I will be honest I used to stare North females with mouth wide open. There goes no day without complimenting those North females. I used to feel and think I am in a movie. All are barbie dolls, and I am a odd one out. I wanted to be like them very beautiful like dolls. And I have seen females who cry when I compliment them, the best part is they say, "Jayashree you are the first person who complimented us in our lives. Thank you, it means a lot." And strangely sometimes I am the first female who complimented them. Their husbands wouldn't find them sexually pleasing. I am like what the ass hole are you? You got such a beautiful wife and you are not even grateful for that?
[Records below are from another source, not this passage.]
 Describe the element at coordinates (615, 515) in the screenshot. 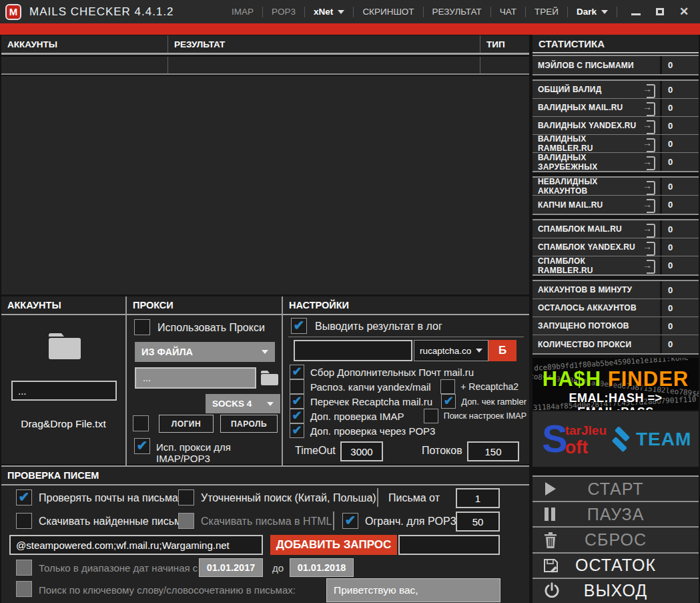

I see `pause-button: ПАУЗА` at that location.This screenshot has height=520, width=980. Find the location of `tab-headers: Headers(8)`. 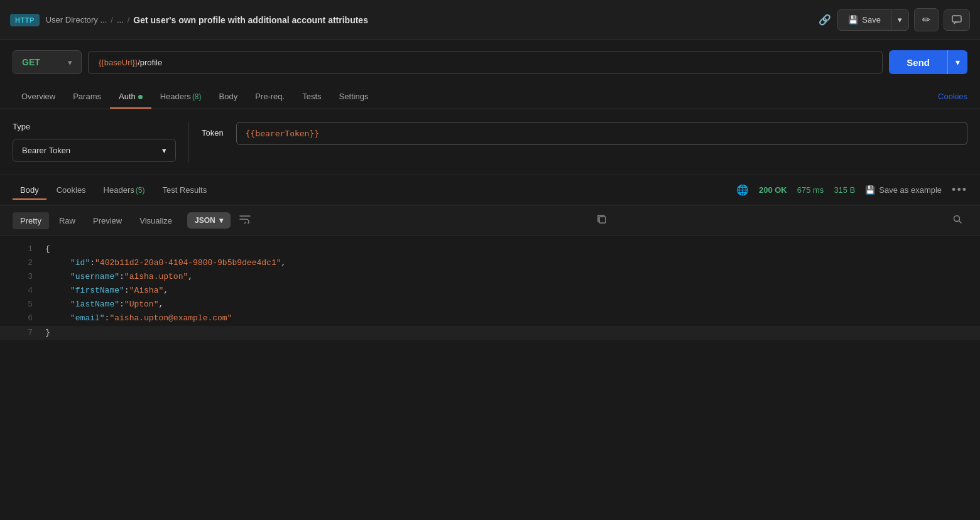

tab-headers: Headers(8) is located at coordinates (181, 97).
Boy friends worst, they say, "We will never compliment our females they grow proudish." What the heck? "Make your female how special she is well that's how she will know you love her." No one understood my words back then. Well, that's not important. My point is that beauty was so much in abundance. And it's still so common. It lost it's worth in Delhi and NCR regions. Beauty is so common that no one cares about it. It's no more something special and very rare and valuable it's so common and sometimes people don't even consider about that property. Not any more. 

One incident that changed my perspective is when I was in HCL, in the month of February 2012, I was working late night, it's 8:00pm and a female was sitting near cafe. She was waiting for her husband, a newly wed female. I could see her Mehendi in her hands and the red bangles in her hands. The fresh looks that she is newly married female, and the happiness of that newly married environment and life - I could see it in her eyes. She is simply waiting for her husband to pick her up. 

I was touched by her, the way she sat and the new shame and new feelings I could see it in her face and body language. So went near her said, "Hey, you look newly married, I can guess it via your appearances. Trust me you are damn beautiful. Your husband is damn lucky. I am telling you form my heart. You are very beautiful take it as a compliment and trust me."

She cried instantly, "Thank you it means a lot to me. Thank you, it really made my day. I believe you. I really needed it. You don't know what it means to me."

What? You are white and beautiful as snow white and you need this compliment? I felt sadness in her, no one to appreciate her beauty. Come on she is beautiful. What's wrong with you North people can't even appreciate the beauty of a female you made her feel herself so bad all her life. She lost her confidence in her and she developed a complex of not worth. You think like me, but I am black colour why you? I have right to think like that my skin is darker than yours. I am brown. In India whites are loved more than blacks or browns. Indian like white skinned females. In India racism still exists. God knows when people here grow intelligent to accomplish a brown skin female also as beautiful. But she was white. She was white skinned female. You too feel so bad about yourself. I thought to myself.

"You are welcome."

I just hugged her and left to my desk. It changed my thinking my perspective. I understand now what that means in actual.

I have seen many females not one. Their husbands don't compliment them too, God knows why. They don't even know the value of a wife. They are idiots.

Males be more kinder in your words. Compliment your female from your heart, it goes to even husbands. So misery in terms of words. Why? It doesn't cost a paisa for your kind words. Come on.
North females used to feel jealous of me. Me . . . ! That jealous took away my complex. I am not worried or concerned about my beauty now. I don't have any low self esteem with respect to my appearance. Not any more. I am confident and very sure that I am one of the most beautiful female. No offense to any other females or males.